A contractor in Oregon was stripped of its status as a certified women and minority-owned business (M/WBE) and was required to pay a $15,000 fine by the Oregon Department of Justice last week after it was discovered that the company, which used its status to be awarded a contract with the City of Portland, was actually controlled by a white male. And, earlier in March, the FBI raided the offices of a Tennessee M/WBE that may have been used as a "pass-through" by one of the state's largest construction companies.

These cases, however, are not isolated incidents of fraud in local, state, and federal programs intended to help M/WBEs participate in public contracting, nor are they rare cases of enforcement. In fact, authorities at all levels of government across the country are increasingly cracking down on M/WBE program fraud.
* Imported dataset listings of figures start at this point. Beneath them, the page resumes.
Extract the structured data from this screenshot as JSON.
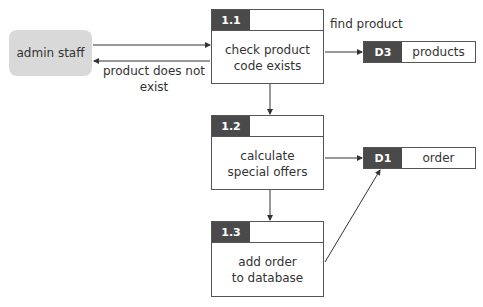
{
  "entity": {
    "label": "admin staff"
  },
  "processes": [
    {
      "id": "1.1",
      "label_line1": "check product",
      "label_line2": "code exists"
    },
    {
      "id": "1.2",
      "label_line1": "calculate",
      "label_line2": "special offers"
    },
    {
      "id": "1.3",
      "label_line1": "add order",
      "label_line2": "to database"
    }
  ],
  "stores": [
    {
      "id": "D3",
      "name": "products"
    },
    {
      "id": "D1",
      "name": "order"
    }
  ],
  "flows": {
    "find_product": "find product",
    "not_exist_line1": "product does not",
    "not_exist_line2": "exist"
  },
  "colors": {
    "header": "#4a4a4a",
    "entity": "#d9d9d9",
    "line": "#333333"
  }
}
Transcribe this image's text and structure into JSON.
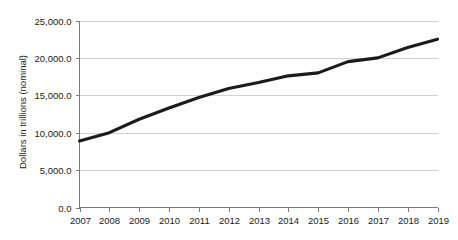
{
  "chart_data": {
    "type": "line",
    "title": "",
    "xlabel": "",
    "ylabel": "Dollars in trillions (nominal)",
    "categories": [
      "2007",
      "2008",
      "2009",
      "2010",
      "2011",
      "2012",
      "2013",
      "2014",
      "2015",
      "2016",
      "2017",
      "2018",
      "2019"
    ],
    "x": [
      2007,
      2008,
      2009,
      2010,
      2011,
      2012,
      2013,
      2014,
      2015,
      2016,
      2017,
      2018,
      2019
    ],
    "values": [
      8900,
      10000,
      11800,
      13300,
      14700,
      15900,
      16700,
      17600,
      18000,
      19500,
      20000,
      21400,
      22500
    ],
    "series": [
      {
        "name": "Dollars in trillions (nominal)",
        "values": [
          8900,
          10000,
          11800,
          13300,
          14700,
          15900,
          16700,
          17600,
          18000,
          19500,
          20000,
          21400,
          22500
        ]
      }
    ],
    "ylim": [
      0,
      25000
    ],
    "xlim": [
      2007,
      2019
    ],
    "y_ticks": [
      0,
      5000,
      10000,
      15000,
      20000,
      25000
    ],
    "y_tick_labels": [
      "0.0",
      "5,000.0",
      "10,000.0",
      "15,000.0",
      "20,000.0",
      "25,000.0"
    ],
    "x_tick_labels": [
      "2007",
      "2008",
      "2009",
      "2010",
      "2011",
      "2012",
      "2013",
      "2014",
      "2015",
      "2016",
      "2017",
      "2018",
      "2019"
    ],
    "grid": true,
    "grid_axis": "y",
    "legend": false,
    "legend_position": "none",
    "colors": {
      "line": "#1b1b1b",
      "grid": "#d2d2d2",
      "axis": "#7a7a7a",
      "text": "#1a1a1a",
      "background": "#ffffff"
    }
  }
}
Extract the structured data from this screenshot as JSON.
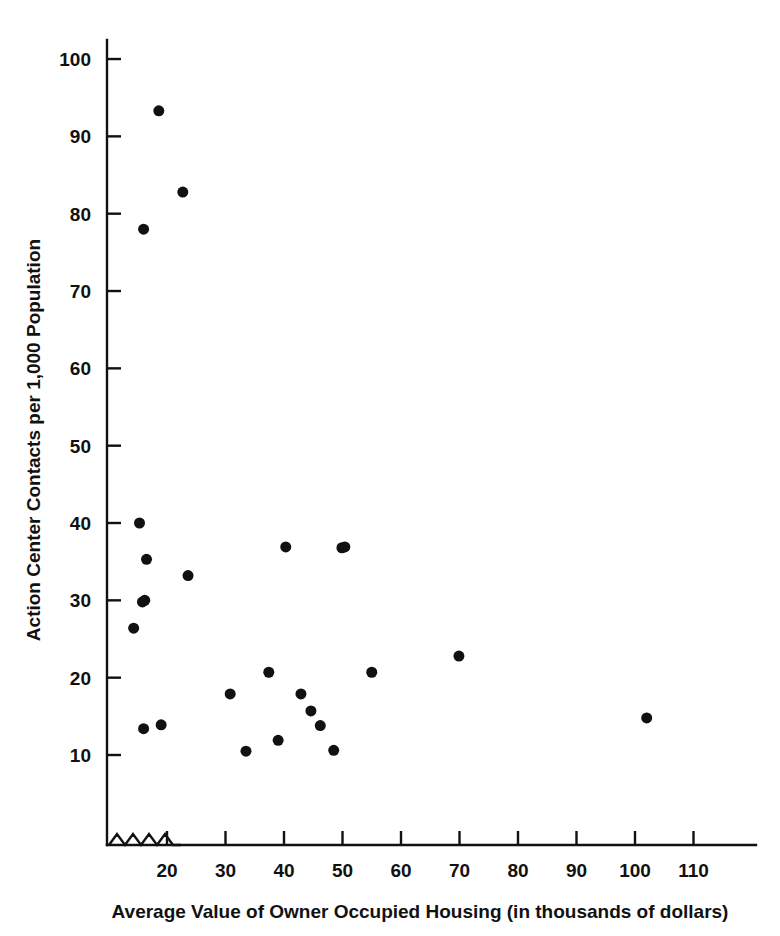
{
  "chart_data": {
    "type": "scatter",
    "title": "",
    "subtitle": "",
    "xlabel": "Average Value of Owner Occupied Housing (in thousands of dollars)",
    "ylabel": "Action Center Contacts per 1,000 Population",
    "xlim": [
      14,
      116
    ],
    "ylim": [
      0,
      104
    ],
    "xticks": [
      20,
      30,
      40,
      50,
      60,
      70,
      80,
      90,
      100,
      110
    ],
    "xtick_labels": [
      "20",
      "30",
      "40",
      "50",
      "60",
      "70",
      "80",
      "90",
      "100",
      "110"
    ],
    "yticks": [
      10,
      20,
      30,
      40,
      50,
      60,
      70,
      80,
      90,
      100
    ],
    "ytick_labels": [
      "10",
      "20",
      "30",
      "40",
      "50",
      "60",
      "70",
      "80",
      "90",
      "100"
    ],
    "grid": false,
    "legend": null,
    "axis_break": {
      "axis": "x",
      "style": "zigzag",
      "note": "zigzag break between origin and first tick"
    },
    "marker": {
      "shape": "circle",
      "color": "#111111",
      "size_px": 11
    },
    "point_count": 24,
    "points": [
      {
        "x": 18.6,
        "y": 93.3
      },
      {
        "x": 22.7,
        "y": 82.8
      },
      {
        "x": 16.0,
        "y": 78.0
      },
      {
        "x": 15.3,
        "y": 40.0
      },
      {
        "x": 16.5,
        "y": 35.3
      },
      {
        "x": 23.6,
        "y": 33.2
      },
      {
        "x": 15.8,
        "y": 29.8
      },
      {
        "x": 16.2,
        "y": 30.0
      },
      {
        "x": 14.3,
        "y": 26.4
      },
      {
        "x": 40.3,
        "y": 36.9
      },
      {
        "x": 50.4,
        "y": 36.9
      },
      {
        "x": 49.9,
        "y": 36.8
      },
      {
        "x": 37.4,
        "y": 20.7
      },
      {
        "x": 55.0,
        "y": 20.7
      },
      {
        "x": 69.9,
        "y": 22.8
      },
      {
        "x": 102.0,
        "y": 14.8
      },
      {
        "x": 30.8,
        "y": 17.9
      },
      {
        "x": 42.9,
        "y": 17.9
      },
      {
        "x": 44.6,
        "y": 15.7
      },
      {
        "x": 46.2,
        "y": 13.8
      },
      {
        "x": 16.0,
        "y": 13.4
      },
      {
        "x": 19.0,
        "y": 13.9
      },
      {
        "x": 39.0,
        "y": 11.9
      },
      {
        "x": 48.5,
        "y": 10.6
      },
      {
        "x": 33.5,
        "y": 10.5
      }
    ]
  },
  "figure": {
    "background_color": "#ffffff",
    "foreground_color": "#111111"
  }
}
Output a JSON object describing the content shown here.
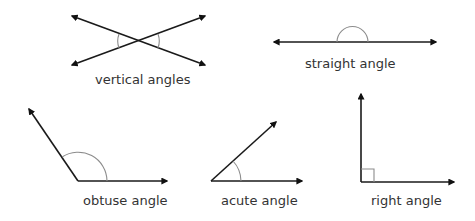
{
  "diagram": {
    "colors": {
      "ray": "#1a1a1a",
      "arc": "#8c8c8c",
      "label": "#333333",
      "background": "#ffffff"
    },
    "figures": [
      {
        "id": "vertical",
        "label": "vertical angles",
        "kind": "two intersecting lines with opposite angle arcs"
      },
      {
        "id": "straight",
        "label": "straight angle",
        "kind": "line with semicircle arc (180°)"
      },
      {
        "id": "obtuse",
        "label": "obtuse angle",
        "kind": "angle greater than 90° with arc"
      },
      {
        "id": "acute",
        "label": "acute angle",
        "kind": "angle less than 90° with arc"
      },
      {
        "id": "right",
        "label": "right angle",
        "kind": "90° angle with square marker"
      }
    ]
  }
}
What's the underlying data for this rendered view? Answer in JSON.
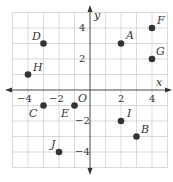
{
  "diagram": {
    "type": "coordinate-plane",
    "x_range": [
      -5,
      5
    ],
    "y_range": [
      -5,
      5
    ],
    "axis_labels": {
      "x": "x",
      "y": "y"
    },
    "origin_label": "O",
    "x_ticks": [
      {
        "value": -4,
        "label": "−4"
      },
      {
        "value": -2,
        "label": "−2"
      },
      {
        "value": 2,
        "label": "2"
      },
      {
        "value": 4,
        "label": "4"
      }
    ],
    "y_ticks": [
      {
        "value": 4,
        "label": "4"
      },
      {
        "value": 2,
        "label": "2"
      },
      {
        "value": -2,
        "label": "−2"
      },
      {
        "value": -4,
        "label": "−4"
      }
    ],
    "points": [
      {
        "name": "A",
        "x": 2,
        "y": 3
      },
      {
        "name": "B",
        "x": 3,
        "y": -3
      },
      {
        "name": "C",
        "x": -3,
        "y": -1
      },
      {
        "name": "D",
        "x": -3,
        "y": 3
      },
      {
        "name": "E",
        "x": -1,
        "y": -1
      },
      {
        "name": "F",
        "x": 4,
        "y": 4
      },
      {
        "name": "G",
        "x": 4,
        "y": 2
      },
      {
        "name": "H",
        "x": -4,
        "y": 1
      },
      {
        "name": "I",
        "x": 2,
        "y": -2
      },
      {
        "name": "J",
        "x": -2,
        "y": -4
      }
    ],
    "colors": {
      "grid": "#cfcfcf",
      "axis": "#333333",
      "point": "#333333"
    }
  }
}
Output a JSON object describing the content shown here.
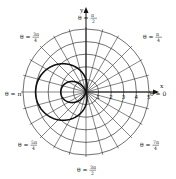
{
  "chart_data": {
    "type": "line",
    "subtype": "polar",
    "title": "",
    "equation": "r = 1 - 3 cos θ",
    "xlabel": "x",
    "ylabel": "y",
    "radial_ticks": [
      "1",
      "2",
      "3",
      "4",
      "5"
    ],
    "rlim": [
      0,
      5
    ],
    "grid": {
      "circles": 5,
      "spoke_step_deg": 15
    },
    "angle_labels": [
      {
        "id": "a0",
        "lhs": "θ = ",
        "num": "0",
        "den": "",
        "angle_deg": 0
      },
      {
        "id": "a45",
        "lhs": "θ = ",
        "num": "π",
        "den": "4",
        "angle_deg": 45
      },
      {
        "id": "a90",
        "lhs": "θ = ",
        "num": "π",
        "den": "2",
        "angle_deg": 90
      },
      {
        "id": "a135",
        "lhs": "θ = ",
        "num": "3π",
        "den": "4",
        "angle_deg": 135
      },
      {
        "id": "a180",
        "lhs": "θ = ",
        "num": "π",
        "den": "",
        "angle_deg": 180
      },
      {
        "id": "a225",
        "lhs": "θ = ",
        "num": "5π",
        "den": "4",
        "angle_deg": 225
      },
      {
        "id": "a270",
        "lhs": "θ = ",
        "num": "3π",
        "den": "2",
        "angle_deg": 270
      },
      {
        "id": "a315",
        "lhs": "θ = ",
        "num": "7π",
        "den": "4",
        "angle_deg": 315
      }
    ],
    "series": [
      {
        "name": "limaçon with inner loop",
        "r_of_theta": "1 - 3cos(theta)",
        "theta_range": [
          0,
          6.2832
        ],
        "key_points": [
          {
            "theta": "0",
            "r": -2
          },
          {
            "theta": "π/2",
            "r": 1
          },
          {
            "theta": "π",
            "r": 4
          },
          {
            "theta": "3π/2",
            "r": 1
          }
        ]
      }
    ],
    "colors": {
      "curve": "#111111",
      "grid": "#333333",
      "axes": "#111111"
    }
  }
}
In many of the recent instances of M/WBE program fraud, prime contractors set up M/WBE fronts or paid M/WBEs for use of their status - which may be needed to win a contract - but did not actually use them to perform what is termed a "commercially useful function." According to the U.S. Department of Justice, a subcontractor performs a commercially useful function only when it "actually performs, manages, and supervises the work involved."

Some M/WBE program fraud cases brought by the government are civil in nature, while others include criminal charges. In June 2014, the former president and owner of a Pennsylvania construction company was sentenced to seven years in prison and ordered to pay $27,6000 for his role in a 15 year scheme that involved the use of a Connecticut front company with disadvantaged business enterprise (DBE) status, which is a variation of a M/WBE certification. The former owner of the Connecticut DBE, for its part, was sentenced to 33 months imprisonment and ordered to $119 million in restitution, and other co-conspiring executives at the Pennsylvania prime contracting firm received similar sentences.

"Preventing and detecting DBE fraud are priorities for the Secretary of Transportation and the USDOT Office of Inspector General," said the special agent in charge of the Pennsylvania case, which was the biggest in the nation's history. "We will continue to work with the Secretary of Transportation, the Administrators of the Federal Highway and Transit Administrations, and our law enforcement and prosecutorial colleagues to expose and shut down DBE fraud schemes throughout Pennsylvania and the United States."

The USDOT Office of Inspector General is cautioning prime contractors and subcontractors not to engage in fraudulent DBE activity and has even set up a web site at www.oig.dot.gov/hotline where businesses involved in public contracting can print fraud awareness posters for the workspace and fraud can be anonymously reported.